On Tue, Nov 17, 2020 at 8:05 PM Brooke Storm <bstorm@wikimedia.org> wrote:
ACN: Thanks! We’ve created a ticket for that one to help collaborate and surface the process here: https://phabricator.wikimedia.org/T267992
Anybody working on that, please add info there.

Brooke Storm
Staff SRE
Wikimedia Cloud Services
IRC: bstorm

On Nov 17, 2020, at 12:01 PM, AntiCompositeNumber <anticompositenumber@gmail.com> wrote:

I took a look at converting the query used for GreenC Bot's Job 10,
which tracks enwiki files that "shadow" a different file on Commons.
It is currently run daily, and the query executes in about 60-90
seconds. I tried three methods to recreate that query without a SQL
cross-database join. The naive method of "just give me all the files"
didn't work because it timed out somewhere. The paginated version of
that query was on track to take over 5 hours to complete. A similar
method that emulates a subquery instead of a join was projected to
take about 6 hours. Both stopped early because I got bored of watching
them and PAWS doesn't work unattended. I also wasn't able to properly
test them because people kept fixing the shadowed files before the
script got to them. The code is at
<https://public.paws.wmcloud.org/User:AntiCompositeBot/ShadowsCommonsQuery.ipynb>.

ACN

On Tue, Nov 17, 2020 at 1:02 PM Maarten Dammers <maarten@mdammers.nl> wrote:

Hi Joaquin,

On 16-11-2020 21:42, Joaquin Oltra Hernandez wrote:

Hi Maarten,

I believe this work started many years ago, and it was paused, and recently restarted because of the stability and performance problems in the last years.

You do realize the current setup was announced as new 3 years ago?
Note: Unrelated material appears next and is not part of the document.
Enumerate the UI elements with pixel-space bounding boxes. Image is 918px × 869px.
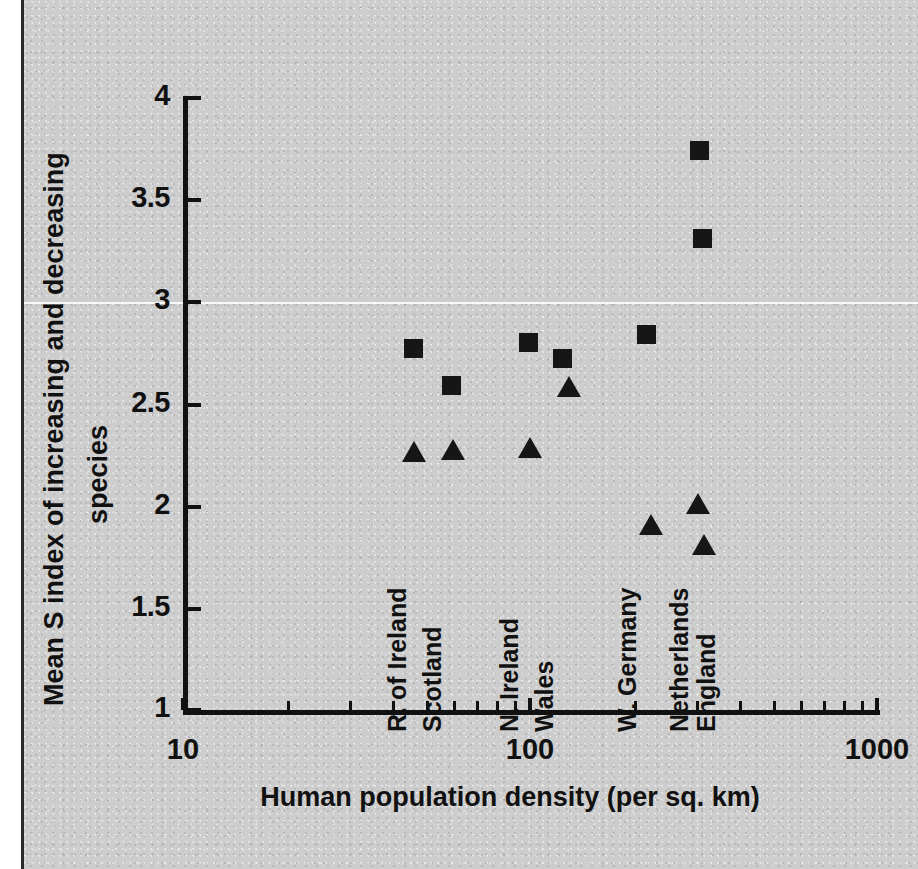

See https://phabricator.wikimedia.org/phame/post/view/70/new_wiki_replica_servers_ready_for_use/ .

I'm sorry about the extra work this will cause, I hope the improved stability and performance will make it worth it for you, and that you will reconsider and migrate your code to work on the new architecture (or reach out for specific help if you need it).

No, saying sorry won't make it right and no, it won't make it worth it for me. If I want very stable access to a single wiki, I'll use the API of that wiki.

--
Joaquin Oltra Hernandez
Developer Advocate - Wikimedia Foundation

It currently doesn't really feel to me that you're advocating for the developers, it feels more like you're the unlucky person having to sell the bad WMF management decisions to the angry developers.